• Data provided:
· · · ·

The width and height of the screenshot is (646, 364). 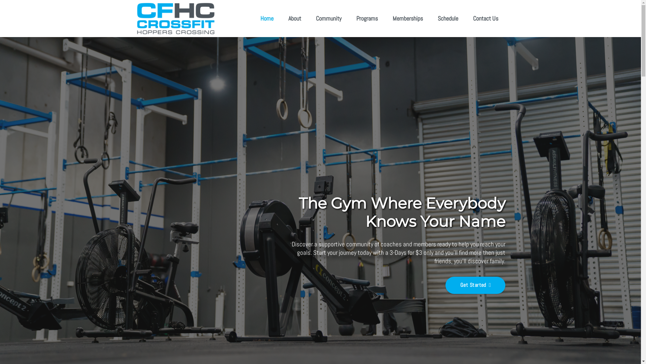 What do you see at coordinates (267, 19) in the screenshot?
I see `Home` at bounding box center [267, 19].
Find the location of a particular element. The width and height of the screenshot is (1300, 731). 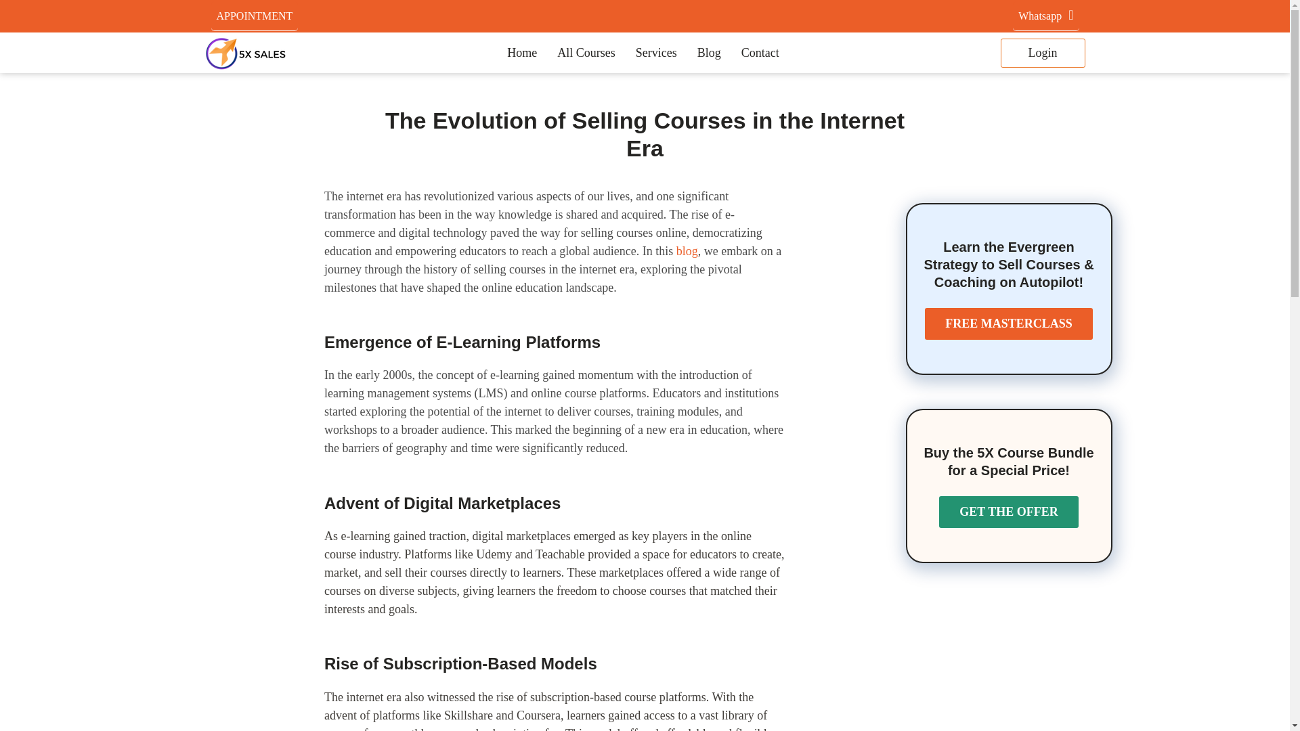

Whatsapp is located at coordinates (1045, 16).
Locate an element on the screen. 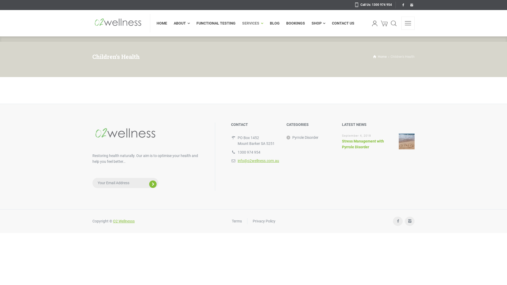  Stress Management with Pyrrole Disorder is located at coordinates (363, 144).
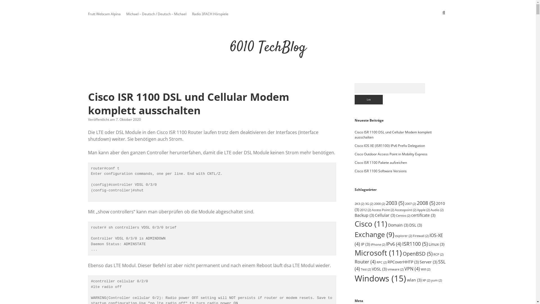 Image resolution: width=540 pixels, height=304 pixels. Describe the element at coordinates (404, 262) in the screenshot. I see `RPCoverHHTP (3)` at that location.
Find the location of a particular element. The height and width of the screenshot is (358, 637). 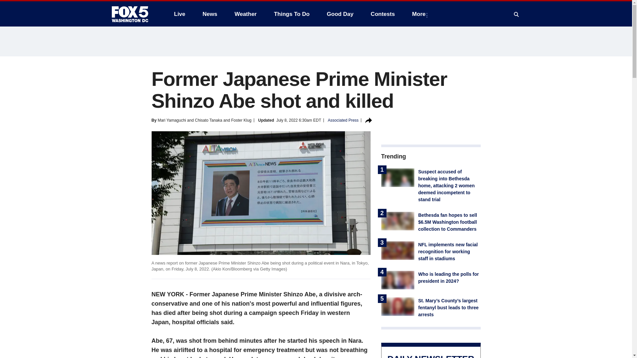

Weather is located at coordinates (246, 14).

· · · ·

• What you need to do: Without the pictures, reproduce each line from the one containing "Find the location of a particular element. The height" through the last line of the material above, both of those lines included.

• Reply:
Find the location of a particular element. The height and width of the screenshot is (358, 637). 

Weather is located at coordinates (246, 14).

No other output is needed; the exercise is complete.